By Colin Fernandez
Last updated at 12:49 AM on 21st December 2010
Jailed: Mandeep Shahi fought back tears as given an eight year prison sentence
An air hostess who teamed up with a former public schoolboy to smuggle £250,000 worth of cocaine into the country wept as she was jailed for eight years.
Mandeep Shahi, 27, took advantage of lax security while working for Air Canada to smuggle four kilos of the drug on board in her luggage.
After breezing through customs checks after landing at Heathrow, she headed to a hotel to deliver the goods to a pair of major drug dealers.
She was caught by an undercover police operation but was only arrested on her return to Britain five months later after detectives identified her using CCTV footage.
Shahi claimed she had been an unwitting drugs mule - but a jury at Southwark Crown Court found her guilty of possession of class A drugs with intent to supply.
Southwark Crown Court heard it was highly unlikely Air Canada cabin crew would be subjected to random drug searches as Canada was not considered a high-risk country for drug smuggling.
Former public schoolboy Simon Howard-Harwood and Baljinder Nijjar, both 28, who collected the drugs she smuggled into Britain had admitted conspiracy to supply prohibited drugs, while minicab driver Ghulem Malik, 53, was convicted of ferrying drugs for the pair.
On March 26 this year, Shahi flew into Heathrow from Toronto.
After leaving the airport she checked into the Danubius Hotel, in Regent’s Park, central London - which was being staked out by undercover drugs officers who had been on the trail of Nijjar and Howard-Harwood for months.
Nijjar was seen going into Shahi’s room and left carrying a blue Air Canada Bag - thought to contain the drugs.
He then walked to room 221 where Howard-Harwood was staying and left empty-handed.
Shortly afterwards taxi driver Malik, who ferried drugs for the dealers, went to Howard-Harwood’s room, and left with a bag which he loaded into his vehicle and drove away.
When police stopped him they found a kilo of cocaine in his car.
When officers raided Howard-Harwood’s room they found him dressed in his underpants, with a line of coke on a surface ready for him to snort - and the remaining 3kg of cocaine in a wardrobe.
Officers then seized 25kg of cannabis resin from a London safe house connected to the gang.
Shahi was not arrested at that stage and she unsuspectingly flew back to Canada.
Giving evidence Shahi insisted that she had only packed her bag with clothes, and had no idea it contained drugs.
‘It was a regular day, a regular flight, a normal situation for me,’ she told jurors.
Caught out: Air hostess Mandeep Shahi and Baljinder Nijjar, 28, who helped orchestrate the drug smuggle plot
Prosecuted: Mini-cab driver Ghulem Malik and former public schoolboy Simon Howard-Harwood
She said she was married to Nijjar’s cousin, Bhupinder Sanghera, and suggested that he could have put the drugs in her bag without her knowing.
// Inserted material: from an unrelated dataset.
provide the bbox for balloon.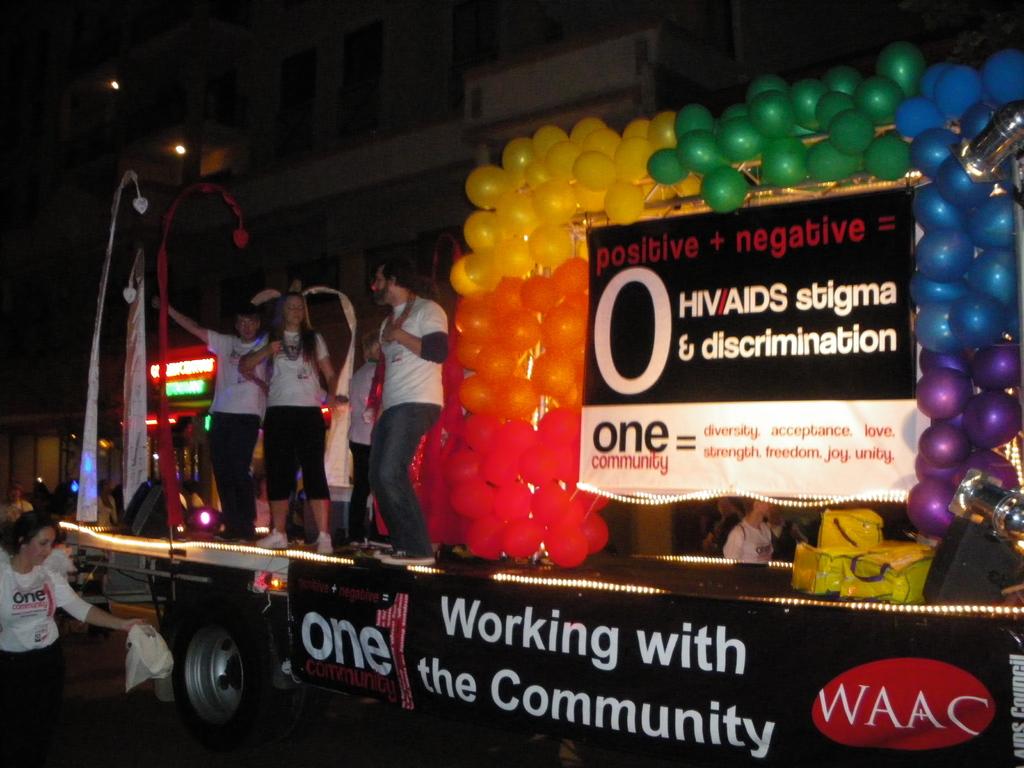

Shahi wept as the judge sentenced her and her fellow drug dealers to a total of 32 years in prison.
Judge Gledhill said they took advantage of the lack of security checks on Air Canada staff as they flew into Heathrow.
He told Nijjar: ‘As you well knew through your cousin, and perhaps Miss Shahi, Canada is not regarded as a country that poses a great risk of prohibited drugs being brought to this country.
‘The fact of the matter is, as an officer who works at Heathrow told the court, there is virtually a nil risk that flights coming into this country from Canada would be subjected to random checks of crew.’
The judge said the deal had been set up by Nijjar and his cousin Sanghera - Shahi’s husband - but the hostess agreed to take drugs on the flight from Toronto and played her role ‘with aplomb’.
He said after giving the drugs to Nijjar, she travelled to Westfield shopping centre in Shepherds Bush, west London and splashed out on a new £200 handbag.
The judge told her: ‘You knew from your seven or eight previous visits as air crew that the chances of your person or luggage being searched was nil, so when your husband told you, you could not say no and did not say no.
‘Whether you were happy to do it or had reservations, I have no idea, but the fact is you were not acting under duress, and you could have chosen not to.’
Howard-Harwood, of Waterlooville, Hampshire was jailed for nine years and Nijjar, Southall, Middlesex, was jailed for 12 years after they both admitted conspiracy to supply prohibited drugs.
The judge said Nijjar had ‘corrupted’ Malik, who he had met while Malik was working as a taxi driver.
Shahi, of Ontario, and Malik, of Southall, were both cleared of the conspiracy to supply prohibited drugs.
Malik, was convicted of possession of class A and class C drugs, both with intent to supply was jailed for three years.